Still, Dr. Nirav Shah, director of the Maine CDC, said Thursday that Maine still has “a ways to go” before reaching a desired 2 percent positive rate for coronavirus tests – a benchmark achieved in South Korea, which built one of the world’s most effective pandemic responses. The rate of positive tests for COVID-19, compared to the total that includes negative and inconclusive results, has fallen to just under 5 percent in Maine after wavering between 5 and 6 percent in recent months.

 

This past week, Maine’s largest hospital saw a dramatic decrease in coronavirus patients as many people either died or recovered. Hospitalizations at Maine Medical Center in Portland fell from 34 to 10 over the week ending Thursday, back to levels not seen since March.

Patient counts in most of Maine’s other hospitals remained flat, however.

The coronavirus pandemic remained a partisan flashpoint in Maine this past week, as President Trump arrived Friday in Guilford to tour a plant that manufactures testing swabs.

At Puritan Medical Products, the Republican president praised plant workers and attacked Democratic Gov. Janet Mills, calling her a “dictator” over her pandemic control measures. Mills said Trump’s remarks reminded her of other “loud men” she had heard through her career who “talk tough to disguise their weakness.”

County by county on Saturday, there were 346 cases in Androscoggin, 10 in Aroostook, 1,290 in Cumberland, 36 in Franklin, 12 in Hancock, 130 in Kennebec, 21 in Knox, 20 in Lincoln, 32 in Oxford, 101 in Penobscot, one in Piscataquis, 30 in Sagadahoc, 22 in Somerset, 52 in Waldo, one Washington and 420 in York.

By age, 5.8 percent of patients were under 20, while 14.3 percent were in their 20s, 14.8 percent were in their 30s, 15.3 percent were in their 40s, 17.4 percent were in their 50s, 12.9 percent were in their 60s, 9.5 percent were in their 70s, and 10 percent were 80 or older.

Women still make up the majority of cases, at 51.4 percent.

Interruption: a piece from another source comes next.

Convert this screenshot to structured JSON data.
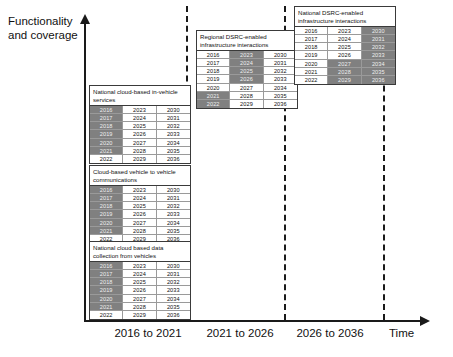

Maine’s hospitals had 35 patients with COVID-19 on Saturday, continuing a decline from a late May spike in coronavirus hospitalizations. Of those patients, 14 were in intensive care and seven were on ventilators.

Across the state, there were 145 intensive care unit beds available of a total 397, and 242 ventilators available of 316. Maine also had 441 alternative ventilators.

Around the world on Saturday, there were 6.9 million cases of COVID-19 and 399,000 deaths. The United States had 1.9 million cases and 111,000 deaths.